Current "crisis" of prison overcrowding due to policy failures: MPs

Failures in policy causing prison ‘crisis’: MPs

Failures in policy causing prison ‘crisis’: MPs

Serious failures of sentencing policy and its implementation have led to the current “crisis” of prison overcrowding and prevented sentencing options being effective, a group of MPs has said.

A report by the Commons justice committee published today claims “failures in anticipating resource needs and providing appropriate resources for the implementation of policies stood in the way of results”.

The committee also states that the government’s policy of involving massive public investment in the building of more prisons is a “risky strategy” that “will not solve the fundamental and long-term issues”.

MPs went on to criticise Lord Carter’s review of prison, describing it as “deeply unimpressive”.

The plans for new titan prison are also not based on evidence and represent a “missed opportunity”, the report declares.

The number of vulnerable and young people put in prison also comes under criticism with the committee claiming short sentences for repeat offenders achieve little and may in fact add to the problem.

Alun Michael, of the justice committee, said: “Sentencing policy is failing both victims of crime and criminals. Our overcrowded prisons are doing little to reduce crime and in the case of short prison sentences they may be actually contributing to re-offending. Sentencers are not using community sentences to the full.

“It seems that government has not learnt vital lessons from past experience, and the Carter Review was a missed opportunity to rethink sentencing provision. The government itself has said we cannot build our way out of the prisons crisis, yet we now have this focus on building more, bigger prisons when the evidence is showing us that prison isn’t effective in cutting crime.

“We are very concerned that such a major review, which should have been a chance to fundamentally consider the problems with sentencing and provision for sentencing in England and Wales, was based on wholly inadequate consultation and a highly selective evidence base.”

Juliet Lyon, director of Prison Reform Trust, added: “This blistering report must make ministers review their failing prisons policy before they disappear down the bottomless public spending pit of titan jails.

“What this committee of MPs from all parties found was that the prisons crisis is a direct result of the government failing to follow its twin track strategy of reserving prison for serious and violent offenders and using community orders for minor offenders.

“Instead, our prisons are full to bursting with thousands of people serving ineffective, system-clogging short prison sentences for minor crimes simply because the Ministry of Justice did not prioritise spending on non-custodial sentences despite their proving to be more effective at cutting crime.”

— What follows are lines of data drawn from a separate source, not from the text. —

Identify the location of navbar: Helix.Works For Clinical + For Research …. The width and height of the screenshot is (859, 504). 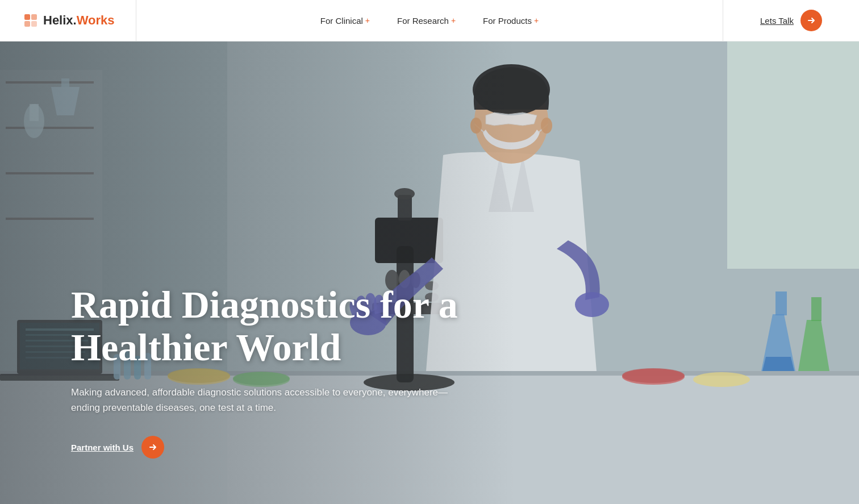
(430, 20).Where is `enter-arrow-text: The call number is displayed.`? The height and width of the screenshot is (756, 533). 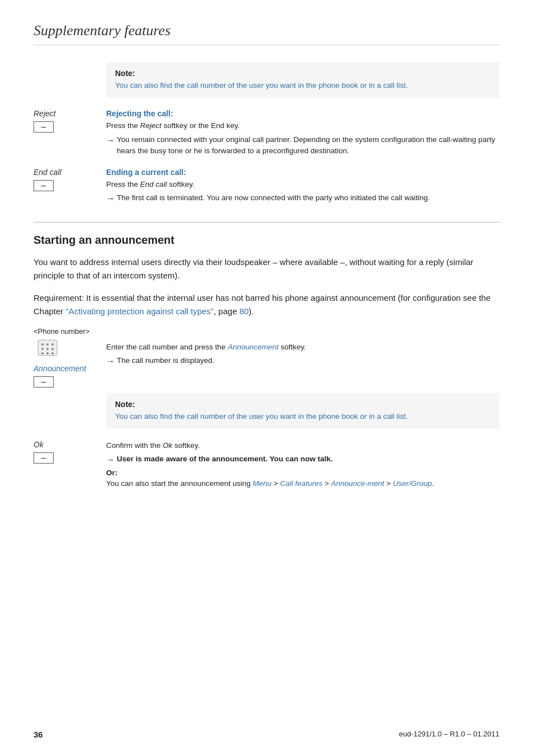 enter-arrow-text: The call number is displayed. is located at coordinates (308, 361).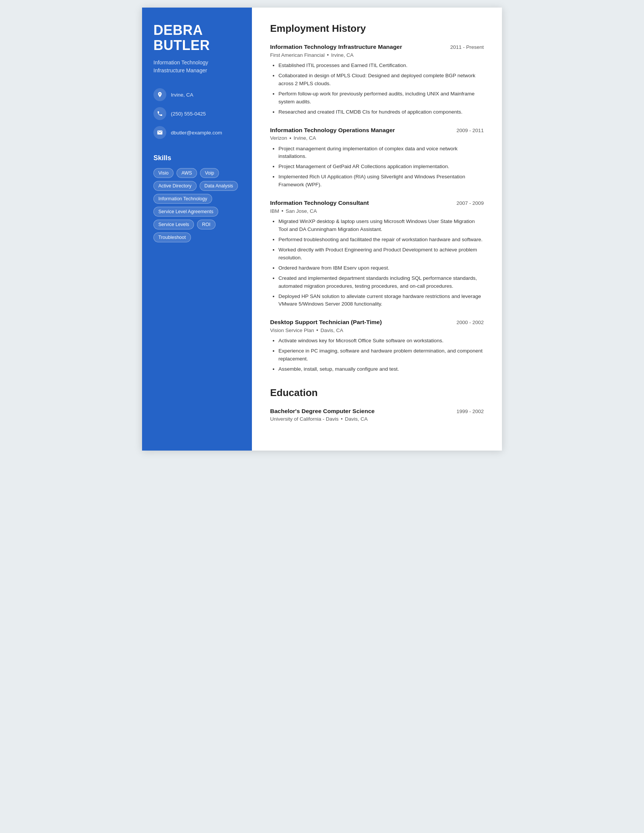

She added that “the way out of this hole is not to carrying on digging by building huge super-sized titan prisons in a futile attempt to catch up with rising prison numbers”.

“The prisons crisis is a crisis of the Government’s own making and, despite crime figures falling, is doing untold damage to public confidence in the criminal justice system as people wrongly fear that overcrowding means people who should be locked up are getting let off.”

A spokeswoman for the Ministry of Justice, meanwhile, said that there was no official response to the report when asked.